USA

Nestle SA, the world's biggest food and drink company, said Thursday it will buy Gerber Products Co. from pharmaceutical maker Novartis SA for $5.5 billion. Gerber accounts for nearly 80 percent of all US baby food sales.

Sallie Mae, which manages about $142 billion in education loans, agreed to a settlement Wednesday stemming from a New York State investigation of questionable student lending practices. The arrangement requires the company to adopt a code of conduct and help fund efforts to educate the public about the student loan industry.

Because US forces are stretched, Defense Secretary Robert Gates said Wednesday that three months will be added to the 12-month tours for all 100,000 active-duty soldiers in Iraq and Afghanistan. This eliminates extensions on a unit-by-unit basis and ensures one-year breaks between deployment.

Saying new legislation crossed "a moral line," President Bush vowed Wednesday to veto a bill funding embryonic stem-cell research if it advances all the way through Congress. He vetoed a similar bill last year.

A federal grand jury in Columbus, Ohio, Wednesday indicted Christopher Paul, a US citizen, on charges of joining Al Qaeda and conspiring to bomb European tourist resorts and US government facilities and military bases overseas. Paul trained with Al Qaeda in the early 1990s, the indictment said.

Following in the footsteps of Virginia and Maryland, North Carolina passed a resolution Wednesday apologizing for "the injustice, cruelty, and brutality of slavery."

Radio host Don Imus hinted Thursday that he might retire after MSNBC dumped his simultaneous cable TV broadcast following the uproar over racist and sexist comments he made about the Rutgers women's basketball team.

Writer Kurt Vonnegut, who died Wednesday in New York, was known for mixing elements of social commentary, science fiction, and autobiography into books such as "Slaughterhouse-Five" and "Cat's Cradle."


Task directions
Repeat only what appears from the line containing "Mark the region of man." through the last line of the listing below, exactly as written.

Information provided

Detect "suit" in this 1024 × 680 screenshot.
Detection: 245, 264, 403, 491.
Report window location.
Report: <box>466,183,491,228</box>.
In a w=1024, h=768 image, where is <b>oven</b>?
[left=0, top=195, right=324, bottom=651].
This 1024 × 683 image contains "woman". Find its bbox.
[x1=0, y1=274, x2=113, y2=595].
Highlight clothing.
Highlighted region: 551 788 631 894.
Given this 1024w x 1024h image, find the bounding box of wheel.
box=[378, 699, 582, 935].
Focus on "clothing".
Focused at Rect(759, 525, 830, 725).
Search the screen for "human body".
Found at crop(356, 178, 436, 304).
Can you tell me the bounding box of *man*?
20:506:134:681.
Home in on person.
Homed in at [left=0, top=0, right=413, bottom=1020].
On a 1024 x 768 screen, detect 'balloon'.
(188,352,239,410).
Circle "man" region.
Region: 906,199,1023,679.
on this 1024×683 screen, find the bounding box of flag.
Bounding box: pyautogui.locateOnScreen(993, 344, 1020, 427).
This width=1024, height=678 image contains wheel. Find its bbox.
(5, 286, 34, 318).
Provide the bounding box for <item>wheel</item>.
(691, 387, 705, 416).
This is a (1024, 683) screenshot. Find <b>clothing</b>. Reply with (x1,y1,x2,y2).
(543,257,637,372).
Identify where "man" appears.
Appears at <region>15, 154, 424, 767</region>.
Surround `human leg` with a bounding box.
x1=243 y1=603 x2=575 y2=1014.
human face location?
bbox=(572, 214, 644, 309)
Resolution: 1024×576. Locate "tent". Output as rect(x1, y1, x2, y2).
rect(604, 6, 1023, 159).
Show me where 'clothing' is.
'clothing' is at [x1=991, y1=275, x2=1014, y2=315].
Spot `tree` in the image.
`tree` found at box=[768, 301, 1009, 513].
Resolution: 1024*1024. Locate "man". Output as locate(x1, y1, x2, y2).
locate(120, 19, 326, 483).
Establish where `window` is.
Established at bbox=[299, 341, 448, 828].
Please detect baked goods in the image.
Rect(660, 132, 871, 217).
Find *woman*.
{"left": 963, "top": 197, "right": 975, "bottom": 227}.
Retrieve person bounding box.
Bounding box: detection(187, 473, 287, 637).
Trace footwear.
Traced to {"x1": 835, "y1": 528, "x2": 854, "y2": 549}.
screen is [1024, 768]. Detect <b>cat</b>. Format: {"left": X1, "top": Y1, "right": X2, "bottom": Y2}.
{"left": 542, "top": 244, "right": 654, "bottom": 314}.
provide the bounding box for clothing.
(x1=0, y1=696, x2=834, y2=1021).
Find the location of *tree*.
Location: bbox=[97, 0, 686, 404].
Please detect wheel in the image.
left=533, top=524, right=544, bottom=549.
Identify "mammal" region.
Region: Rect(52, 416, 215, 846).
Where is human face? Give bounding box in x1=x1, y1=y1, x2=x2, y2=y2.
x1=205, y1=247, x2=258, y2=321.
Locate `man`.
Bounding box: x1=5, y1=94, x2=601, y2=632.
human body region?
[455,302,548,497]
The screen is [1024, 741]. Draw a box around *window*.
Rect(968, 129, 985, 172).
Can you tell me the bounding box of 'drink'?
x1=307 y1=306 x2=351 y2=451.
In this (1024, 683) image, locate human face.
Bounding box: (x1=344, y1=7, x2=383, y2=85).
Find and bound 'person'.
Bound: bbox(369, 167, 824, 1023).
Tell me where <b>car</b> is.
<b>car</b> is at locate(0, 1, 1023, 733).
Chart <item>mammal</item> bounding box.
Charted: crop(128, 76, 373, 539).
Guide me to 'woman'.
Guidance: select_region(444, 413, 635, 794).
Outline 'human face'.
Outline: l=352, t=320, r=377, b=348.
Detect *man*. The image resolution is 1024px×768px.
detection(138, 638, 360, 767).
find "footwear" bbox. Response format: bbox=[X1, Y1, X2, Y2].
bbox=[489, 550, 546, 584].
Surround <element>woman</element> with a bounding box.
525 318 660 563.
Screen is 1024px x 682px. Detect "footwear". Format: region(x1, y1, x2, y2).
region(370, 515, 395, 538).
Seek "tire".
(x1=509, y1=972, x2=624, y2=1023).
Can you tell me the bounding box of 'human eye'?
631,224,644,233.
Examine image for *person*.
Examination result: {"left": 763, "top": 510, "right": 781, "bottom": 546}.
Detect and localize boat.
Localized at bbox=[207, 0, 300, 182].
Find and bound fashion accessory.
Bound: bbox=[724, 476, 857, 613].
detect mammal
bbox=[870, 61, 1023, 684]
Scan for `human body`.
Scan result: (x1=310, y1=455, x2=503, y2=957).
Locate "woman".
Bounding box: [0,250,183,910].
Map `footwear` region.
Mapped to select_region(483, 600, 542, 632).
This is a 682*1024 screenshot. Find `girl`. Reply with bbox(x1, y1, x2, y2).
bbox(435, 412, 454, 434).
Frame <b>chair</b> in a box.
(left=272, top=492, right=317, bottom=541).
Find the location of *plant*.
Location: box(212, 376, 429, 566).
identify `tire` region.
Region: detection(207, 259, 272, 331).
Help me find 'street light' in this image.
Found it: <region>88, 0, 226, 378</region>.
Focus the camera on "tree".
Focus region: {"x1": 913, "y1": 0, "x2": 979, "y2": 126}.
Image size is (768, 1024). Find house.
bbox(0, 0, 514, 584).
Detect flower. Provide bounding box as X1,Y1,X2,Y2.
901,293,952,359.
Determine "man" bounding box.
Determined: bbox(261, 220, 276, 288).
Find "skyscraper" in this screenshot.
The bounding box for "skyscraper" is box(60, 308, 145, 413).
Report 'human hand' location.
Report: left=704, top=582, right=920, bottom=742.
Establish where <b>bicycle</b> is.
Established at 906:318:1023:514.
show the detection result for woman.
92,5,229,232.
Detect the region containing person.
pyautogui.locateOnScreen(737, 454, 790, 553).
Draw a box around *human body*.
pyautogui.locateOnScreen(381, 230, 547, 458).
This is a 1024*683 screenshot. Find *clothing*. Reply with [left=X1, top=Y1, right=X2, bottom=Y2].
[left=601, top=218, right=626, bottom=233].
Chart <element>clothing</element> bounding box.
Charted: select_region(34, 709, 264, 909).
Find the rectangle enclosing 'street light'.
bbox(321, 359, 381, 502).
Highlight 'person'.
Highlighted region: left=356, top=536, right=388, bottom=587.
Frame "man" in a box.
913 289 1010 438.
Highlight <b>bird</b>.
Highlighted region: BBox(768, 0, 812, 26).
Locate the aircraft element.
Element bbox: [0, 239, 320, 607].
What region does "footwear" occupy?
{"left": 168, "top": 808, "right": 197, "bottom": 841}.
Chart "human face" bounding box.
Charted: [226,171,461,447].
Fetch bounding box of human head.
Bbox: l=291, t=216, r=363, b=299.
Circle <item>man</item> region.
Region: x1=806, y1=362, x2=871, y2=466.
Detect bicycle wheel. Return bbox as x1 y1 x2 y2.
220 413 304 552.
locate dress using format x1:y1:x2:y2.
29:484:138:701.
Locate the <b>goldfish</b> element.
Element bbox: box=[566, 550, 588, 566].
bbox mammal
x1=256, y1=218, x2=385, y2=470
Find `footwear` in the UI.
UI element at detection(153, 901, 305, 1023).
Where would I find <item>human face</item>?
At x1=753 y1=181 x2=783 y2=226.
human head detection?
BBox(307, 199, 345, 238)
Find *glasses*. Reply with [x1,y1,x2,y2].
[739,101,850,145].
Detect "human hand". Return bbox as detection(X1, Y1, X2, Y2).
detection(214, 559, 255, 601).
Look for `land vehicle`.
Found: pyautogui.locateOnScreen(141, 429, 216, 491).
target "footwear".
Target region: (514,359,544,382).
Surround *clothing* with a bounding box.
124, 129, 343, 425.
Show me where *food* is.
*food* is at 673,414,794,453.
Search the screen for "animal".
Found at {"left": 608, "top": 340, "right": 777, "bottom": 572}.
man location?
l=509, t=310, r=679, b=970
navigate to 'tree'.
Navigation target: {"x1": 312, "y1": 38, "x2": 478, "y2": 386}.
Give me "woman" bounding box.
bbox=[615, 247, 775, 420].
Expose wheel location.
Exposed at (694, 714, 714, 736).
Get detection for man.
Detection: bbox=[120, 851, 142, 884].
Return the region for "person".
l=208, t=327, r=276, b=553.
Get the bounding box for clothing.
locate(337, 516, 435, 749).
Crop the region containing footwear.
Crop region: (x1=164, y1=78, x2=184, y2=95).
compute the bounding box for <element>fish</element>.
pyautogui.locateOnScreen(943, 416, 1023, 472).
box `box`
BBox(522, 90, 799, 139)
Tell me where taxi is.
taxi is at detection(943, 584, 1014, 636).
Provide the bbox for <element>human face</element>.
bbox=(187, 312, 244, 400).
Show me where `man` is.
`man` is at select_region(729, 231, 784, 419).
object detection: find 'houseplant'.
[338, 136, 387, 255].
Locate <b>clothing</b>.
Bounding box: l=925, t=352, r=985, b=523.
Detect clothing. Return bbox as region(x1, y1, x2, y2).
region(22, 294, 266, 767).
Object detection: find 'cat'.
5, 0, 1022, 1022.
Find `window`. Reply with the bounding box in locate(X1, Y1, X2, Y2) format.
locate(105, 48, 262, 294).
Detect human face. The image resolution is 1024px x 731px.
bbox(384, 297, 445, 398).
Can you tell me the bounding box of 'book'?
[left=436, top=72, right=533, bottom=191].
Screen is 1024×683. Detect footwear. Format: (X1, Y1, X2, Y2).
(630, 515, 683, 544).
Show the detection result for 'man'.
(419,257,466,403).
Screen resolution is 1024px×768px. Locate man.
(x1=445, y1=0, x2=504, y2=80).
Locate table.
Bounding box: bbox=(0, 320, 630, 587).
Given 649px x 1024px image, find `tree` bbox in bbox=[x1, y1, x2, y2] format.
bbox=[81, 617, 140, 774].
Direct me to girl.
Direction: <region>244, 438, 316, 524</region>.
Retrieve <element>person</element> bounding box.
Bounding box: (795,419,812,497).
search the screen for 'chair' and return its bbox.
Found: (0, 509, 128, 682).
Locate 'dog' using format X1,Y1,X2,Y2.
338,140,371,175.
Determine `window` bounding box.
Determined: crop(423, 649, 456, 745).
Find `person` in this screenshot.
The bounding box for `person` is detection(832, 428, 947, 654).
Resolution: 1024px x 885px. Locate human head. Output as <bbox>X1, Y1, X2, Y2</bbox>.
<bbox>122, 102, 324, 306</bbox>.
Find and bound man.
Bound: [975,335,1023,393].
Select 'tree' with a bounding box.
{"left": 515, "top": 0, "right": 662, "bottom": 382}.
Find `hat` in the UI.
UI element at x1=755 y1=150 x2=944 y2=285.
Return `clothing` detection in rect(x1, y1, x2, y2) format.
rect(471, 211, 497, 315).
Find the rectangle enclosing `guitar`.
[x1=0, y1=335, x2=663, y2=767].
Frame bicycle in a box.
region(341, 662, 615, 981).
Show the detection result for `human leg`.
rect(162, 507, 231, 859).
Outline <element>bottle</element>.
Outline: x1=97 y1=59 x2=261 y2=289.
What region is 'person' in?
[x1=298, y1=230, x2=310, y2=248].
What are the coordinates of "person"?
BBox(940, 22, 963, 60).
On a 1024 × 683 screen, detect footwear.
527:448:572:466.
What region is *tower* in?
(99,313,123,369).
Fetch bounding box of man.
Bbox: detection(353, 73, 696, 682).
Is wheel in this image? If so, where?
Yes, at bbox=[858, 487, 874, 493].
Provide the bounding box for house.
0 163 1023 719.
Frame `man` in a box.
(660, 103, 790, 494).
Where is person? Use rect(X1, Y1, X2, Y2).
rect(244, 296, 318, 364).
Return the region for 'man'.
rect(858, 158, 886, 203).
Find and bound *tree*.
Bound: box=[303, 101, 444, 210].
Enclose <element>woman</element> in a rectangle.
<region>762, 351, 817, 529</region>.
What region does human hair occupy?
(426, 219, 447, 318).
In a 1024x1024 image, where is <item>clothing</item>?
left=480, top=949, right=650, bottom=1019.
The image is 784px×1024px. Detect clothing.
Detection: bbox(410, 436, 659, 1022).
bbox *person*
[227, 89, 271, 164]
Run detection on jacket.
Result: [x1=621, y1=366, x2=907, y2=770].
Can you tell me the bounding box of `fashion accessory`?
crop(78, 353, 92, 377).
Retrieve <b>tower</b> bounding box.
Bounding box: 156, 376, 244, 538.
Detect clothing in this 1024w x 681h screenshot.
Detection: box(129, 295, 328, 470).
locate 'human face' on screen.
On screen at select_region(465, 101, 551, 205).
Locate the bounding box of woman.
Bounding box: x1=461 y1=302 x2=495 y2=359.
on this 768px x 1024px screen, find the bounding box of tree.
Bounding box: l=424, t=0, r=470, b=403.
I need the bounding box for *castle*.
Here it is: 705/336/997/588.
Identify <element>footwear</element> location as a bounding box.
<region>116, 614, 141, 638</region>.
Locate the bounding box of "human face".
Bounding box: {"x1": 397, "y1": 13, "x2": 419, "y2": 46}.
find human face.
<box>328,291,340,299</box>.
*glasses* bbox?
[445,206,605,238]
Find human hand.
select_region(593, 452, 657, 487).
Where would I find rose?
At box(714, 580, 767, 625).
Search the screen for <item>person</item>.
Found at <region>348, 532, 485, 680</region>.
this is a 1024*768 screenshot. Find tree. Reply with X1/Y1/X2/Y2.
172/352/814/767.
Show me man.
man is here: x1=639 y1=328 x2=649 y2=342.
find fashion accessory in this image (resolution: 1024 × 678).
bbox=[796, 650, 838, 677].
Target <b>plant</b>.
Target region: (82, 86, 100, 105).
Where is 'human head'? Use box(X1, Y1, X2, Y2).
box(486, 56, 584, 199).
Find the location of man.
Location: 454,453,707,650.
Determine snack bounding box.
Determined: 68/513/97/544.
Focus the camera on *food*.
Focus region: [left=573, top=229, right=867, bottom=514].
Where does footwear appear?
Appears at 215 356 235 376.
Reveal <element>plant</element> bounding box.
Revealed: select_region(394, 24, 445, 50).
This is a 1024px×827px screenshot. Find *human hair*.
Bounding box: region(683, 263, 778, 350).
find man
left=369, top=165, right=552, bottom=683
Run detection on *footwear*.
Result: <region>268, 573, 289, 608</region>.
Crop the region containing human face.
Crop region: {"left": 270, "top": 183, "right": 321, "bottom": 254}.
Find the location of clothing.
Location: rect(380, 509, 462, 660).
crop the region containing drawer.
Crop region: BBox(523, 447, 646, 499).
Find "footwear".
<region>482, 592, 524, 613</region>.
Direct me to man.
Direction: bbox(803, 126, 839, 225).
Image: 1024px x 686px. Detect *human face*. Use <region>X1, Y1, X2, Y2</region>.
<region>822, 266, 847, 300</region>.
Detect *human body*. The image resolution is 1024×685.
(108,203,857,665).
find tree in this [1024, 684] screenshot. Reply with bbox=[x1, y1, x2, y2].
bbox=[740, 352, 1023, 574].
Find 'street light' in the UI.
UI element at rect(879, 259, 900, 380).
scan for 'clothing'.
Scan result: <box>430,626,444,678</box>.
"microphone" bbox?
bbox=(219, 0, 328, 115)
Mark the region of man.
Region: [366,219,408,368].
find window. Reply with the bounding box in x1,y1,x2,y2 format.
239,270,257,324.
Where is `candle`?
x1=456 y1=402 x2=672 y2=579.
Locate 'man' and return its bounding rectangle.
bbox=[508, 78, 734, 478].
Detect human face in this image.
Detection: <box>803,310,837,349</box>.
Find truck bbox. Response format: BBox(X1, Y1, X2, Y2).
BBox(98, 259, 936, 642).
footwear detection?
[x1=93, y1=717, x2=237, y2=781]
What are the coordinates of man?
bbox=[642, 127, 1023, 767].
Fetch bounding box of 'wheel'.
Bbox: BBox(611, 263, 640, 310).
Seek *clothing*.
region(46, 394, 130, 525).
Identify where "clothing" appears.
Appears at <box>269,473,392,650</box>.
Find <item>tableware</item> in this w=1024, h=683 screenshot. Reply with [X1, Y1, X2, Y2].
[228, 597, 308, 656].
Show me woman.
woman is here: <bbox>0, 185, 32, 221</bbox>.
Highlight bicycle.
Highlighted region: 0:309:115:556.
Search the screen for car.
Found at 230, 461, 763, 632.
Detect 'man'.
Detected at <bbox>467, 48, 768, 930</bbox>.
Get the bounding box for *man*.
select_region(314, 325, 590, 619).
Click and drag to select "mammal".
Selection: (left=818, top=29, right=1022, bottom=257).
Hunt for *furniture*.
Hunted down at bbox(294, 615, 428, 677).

Solution to the exercise
Mark the region of man.
Region: [366,219,408,368].
find window. Reply with the bounding box in x1,y1,x2,y2 format.
239,270,257,324.
Where is `candle`?
x1=456 y1=402 x2=672 y2=579.
Locate 'man' and return its bounding rectangle.
bbox=[508, 78, 734, 478].
Detect human face in this image.
Detection: <box>803,310,837,349</box>.
Find truck bbox. Response format: BBox(X1, Y1, X2, Y2).
BBox(98, 259, 936, 642).
footwear detection?
[x1=93, y1=717, x2=237, y2=781]
What are the coordinates of man?
bbox=[642, 127, 1023, 767].
Fetch bounding box of 'wheel'.
Bbox: BBox(611, 263, 640, 310).
Seek *clothing*.
region(46, 394, 130, 525).
Identify where "clothing" appears.
Appears at <box>269,473,392,650</box>.
Find <item>tableware</item> in this w=1024, h=683 screenshot. Reply with [X1, Y1, X2, Y2].
[228, 597, 308, 656].
Show me woman.
woman is here: <bbox>0, 185, 32, 221</bbox>.
Highlight bicycle.
Highlighted region: 0:309:115:556.
Search the screen for car.
Found at 230, 461, 763, 632.
Detect 'man'.
Detected at <bbox>467, 48, 768, 930</bbox>.
Get the bounding box for *man*.
select_region(314, 325, 590, 619).
Click and drag to select "mammal".
Selection: (left=818, top=29, right=1022, bottom=257).
Hunt for *furniture*.
Hunted down at bbox(294, 615, 428, 677).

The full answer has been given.